How high can you build a brick house?

I am not talking about decorative bricks or using a steel interior. A real brick structue.

Assuming cost is NO factor could you build a skyscraper? If not how high before the brick would not hold or whatever.

Using Gothic style Cathedrals as a non-steel, masonry reference I would imagine you can go at least 404 feet per Salisbury Cathedral and probably higher.

http://www.thisiswiltshire.co.uk/wiltshire/ipix/ipiximages/ipix2.html

IIRC the tallest brick structure in the US was an industrial chimney that has now been taken down. It was 335 feet tall.

http://www.rootsweb.com/~njhudson/enewark/ONT_chimney_work_1890.htm

The Cape Hatteras brick lighthouse is 208 feet tall
http://www.hatteras-nc.com/light/

I remember reading somewhere that the practical limit for a brick building is about 8 or 9 stories tall. Any taller, and the base of the building has to be made so thick that there’s no space inside for any rooms!

The Washington monument in Washington DC is 505 ft tall. It is stone which, I am just guessing, would be more resistant than brick and I also know it is one of the tallest, if not the tallest, stone structures.

Sailor, I have also heard that the Washington Monument is the tallest stone structure in the world.

“I remember reading somewhere that the practical limit for a brick building is about 8 or 9 stories tall.”

The north half of the 16-story Monadnock Building in Chicago is made of brick, and is allegedly the tallest masonry building ever built. (The south half was built later of steel-frame construction.)

http://www.bluffton.edu/~sullivanm/burnham/burnham4.html
http://www.cr.nps.gov/nr/travel/Chicago/c12.htm

“Any taller, and the base of the building has to be made so thick that there’s no space inside for any rooms!”

While the walls of the Monadnock Building are quite thick at the base – six feet thick, according to one of the above webpages – I can assure you that there are rooms, even rentable store space, on its ground floor.

Marxxx asked about a BRICK house, which is a whole other world from stone. Brick is much weaker than stone, and would be crushed by its weight long before stone would.

I know from some masonry work that I’ve had done that you can only go about 20 courses or so before you have to start installing metal lintels to support the weight above. 20 courses isn’t quite a story.

In much of the old Eastern Bloc nations, nearly all houses were unreinforced brick, due to restrictions on metal material production. This creates a fascinating contrast with the older materials of stone and timber-stucco/plaster.

But they are vulnerable to many new problems, primarily walls buckling outward as the foundations settle.

They are really thick at the bottom (I thought it was 12 feet) and they slowly get thinner, making for a real nice effect when you look straight up from the base.

A really good looking building with a great interior.

I asked this question as in the back of my mind I recall someone saying what Diceman said.

I just couldn’t find a site so I figured it was wrong.

But obviously it is floating out there somewhere right or wrong.

Also Chicago has some really beautiful brick buildings but they don’t seem to build them now.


Problem to solve
For the records that follow, say how many lines have the word "chart" in them. Write the number and nothing more.

** Opening Data listing block **

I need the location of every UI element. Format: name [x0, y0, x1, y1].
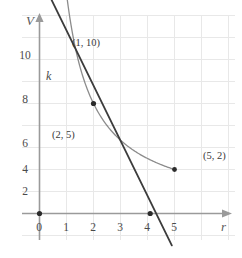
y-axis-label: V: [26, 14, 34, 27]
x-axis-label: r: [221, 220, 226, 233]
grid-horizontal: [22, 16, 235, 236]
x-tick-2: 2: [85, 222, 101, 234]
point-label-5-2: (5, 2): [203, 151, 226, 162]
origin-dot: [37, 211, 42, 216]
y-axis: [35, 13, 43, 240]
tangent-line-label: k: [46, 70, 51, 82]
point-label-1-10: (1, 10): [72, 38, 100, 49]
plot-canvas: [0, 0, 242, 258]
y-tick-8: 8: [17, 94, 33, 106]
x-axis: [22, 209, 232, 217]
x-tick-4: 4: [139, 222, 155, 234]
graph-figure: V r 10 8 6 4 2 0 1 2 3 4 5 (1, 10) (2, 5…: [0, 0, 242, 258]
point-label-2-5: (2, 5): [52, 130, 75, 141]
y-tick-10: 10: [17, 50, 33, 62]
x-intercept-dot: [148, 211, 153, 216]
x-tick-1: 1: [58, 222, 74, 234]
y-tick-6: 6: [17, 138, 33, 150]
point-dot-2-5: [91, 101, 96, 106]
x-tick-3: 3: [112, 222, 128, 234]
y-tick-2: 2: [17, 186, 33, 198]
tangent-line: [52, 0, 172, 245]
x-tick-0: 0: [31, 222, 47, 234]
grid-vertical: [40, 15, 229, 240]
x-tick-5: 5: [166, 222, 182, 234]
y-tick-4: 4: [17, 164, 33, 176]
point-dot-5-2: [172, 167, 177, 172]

** Closing Data listing block **
** Opening Data listing block **

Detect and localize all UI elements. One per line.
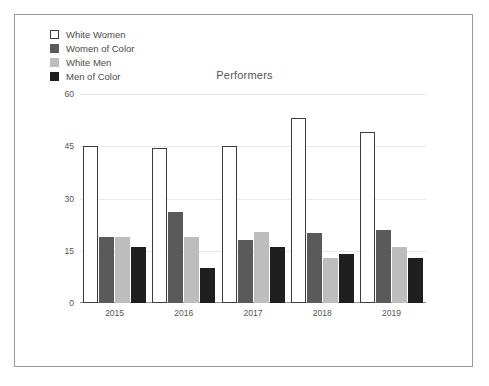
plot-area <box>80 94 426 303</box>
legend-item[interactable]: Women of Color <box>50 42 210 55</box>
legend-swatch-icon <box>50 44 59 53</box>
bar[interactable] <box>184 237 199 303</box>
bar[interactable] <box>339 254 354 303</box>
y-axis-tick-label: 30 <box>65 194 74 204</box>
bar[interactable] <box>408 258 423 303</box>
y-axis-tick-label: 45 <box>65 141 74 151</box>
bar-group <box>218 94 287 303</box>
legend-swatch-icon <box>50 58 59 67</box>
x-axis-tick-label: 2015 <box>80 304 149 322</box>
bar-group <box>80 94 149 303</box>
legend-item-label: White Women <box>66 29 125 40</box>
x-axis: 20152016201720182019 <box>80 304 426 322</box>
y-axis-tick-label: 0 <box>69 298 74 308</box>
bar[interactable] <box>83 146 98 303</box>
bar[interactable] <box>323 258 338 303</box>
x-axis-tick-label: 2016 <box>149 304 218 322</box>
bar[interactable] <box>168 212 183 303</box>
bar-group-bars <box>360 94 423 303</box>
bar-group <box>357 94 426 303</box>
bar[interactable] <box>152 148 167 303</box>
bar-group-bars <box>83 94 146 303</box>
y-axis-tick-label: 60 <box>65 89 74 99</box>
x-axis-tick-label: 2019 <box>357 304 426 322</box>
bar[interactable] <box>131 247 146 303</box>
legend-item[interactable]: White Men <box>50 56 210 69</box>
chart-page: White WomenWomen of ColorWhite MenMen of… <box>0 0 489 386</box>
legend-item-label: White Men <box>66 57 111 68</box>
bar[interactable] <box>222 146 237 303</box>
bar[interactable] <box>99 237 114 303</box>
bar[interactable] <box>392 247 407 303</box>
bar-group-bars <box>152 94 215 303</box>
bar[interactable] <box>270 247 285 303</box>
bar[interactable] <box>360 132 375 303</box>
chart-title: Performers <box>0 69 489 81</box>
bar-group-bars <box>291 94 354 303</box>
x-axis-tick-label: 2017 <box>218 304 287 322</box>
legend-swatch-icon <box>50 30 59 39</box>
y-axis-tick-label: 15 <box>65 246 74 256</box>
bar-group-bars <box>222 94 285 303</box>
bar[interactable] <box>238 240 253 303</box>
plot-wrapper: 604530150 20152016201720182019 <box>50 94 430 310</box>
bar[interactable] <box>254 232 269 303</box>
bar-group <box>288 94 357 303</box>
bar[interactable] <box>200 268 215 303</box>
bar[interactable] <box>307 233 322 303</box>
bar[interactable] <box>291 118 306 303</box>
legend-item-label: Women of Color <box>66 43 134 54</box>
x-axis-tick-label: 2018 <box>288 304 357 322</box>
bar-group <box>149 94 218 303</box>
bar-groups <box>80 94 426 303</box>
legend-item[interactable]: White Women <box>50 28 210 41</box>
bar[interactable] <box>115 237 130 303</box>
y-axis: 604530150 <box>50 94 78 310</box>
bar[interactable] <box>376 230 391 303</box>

** Closing Data listing block **
** Opening Data listing block **

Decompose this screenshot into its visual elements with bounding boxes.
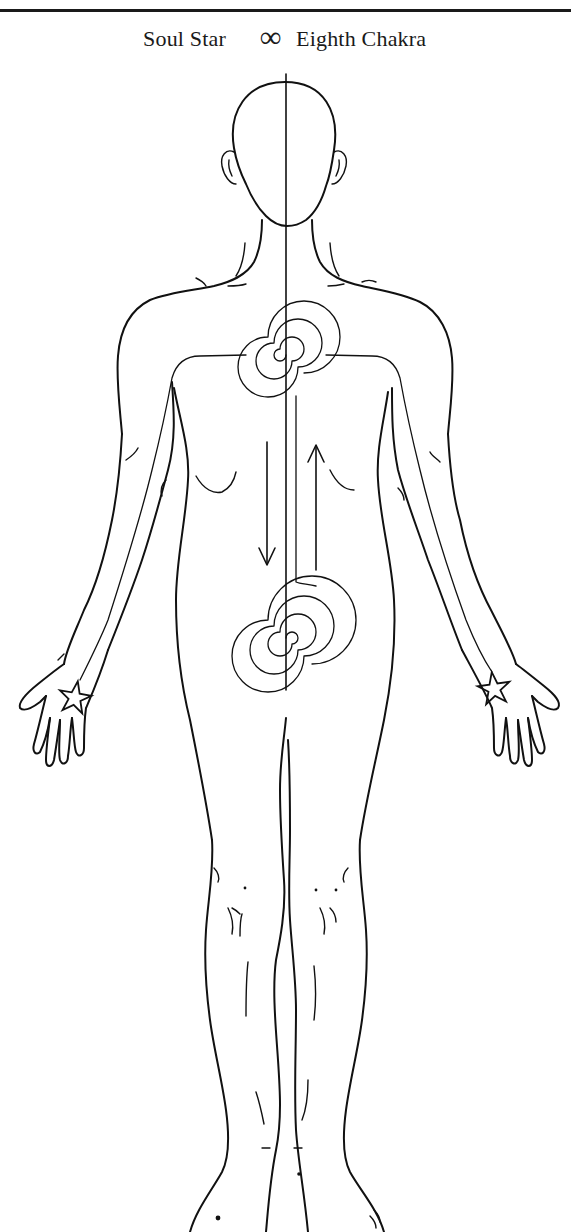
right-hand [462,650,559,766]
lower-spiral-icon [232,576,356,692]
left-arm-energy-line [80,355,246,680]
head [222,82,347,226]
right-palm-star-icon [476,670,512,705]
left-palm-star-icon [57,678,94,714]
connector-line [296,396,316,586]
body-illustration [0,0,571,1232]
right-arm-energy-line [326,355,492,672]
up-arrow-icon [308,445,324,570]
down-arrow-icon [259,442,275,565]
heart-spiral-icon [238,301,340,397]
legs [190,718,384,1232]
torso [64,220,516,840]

** Closing Data listing block **

Written solution
2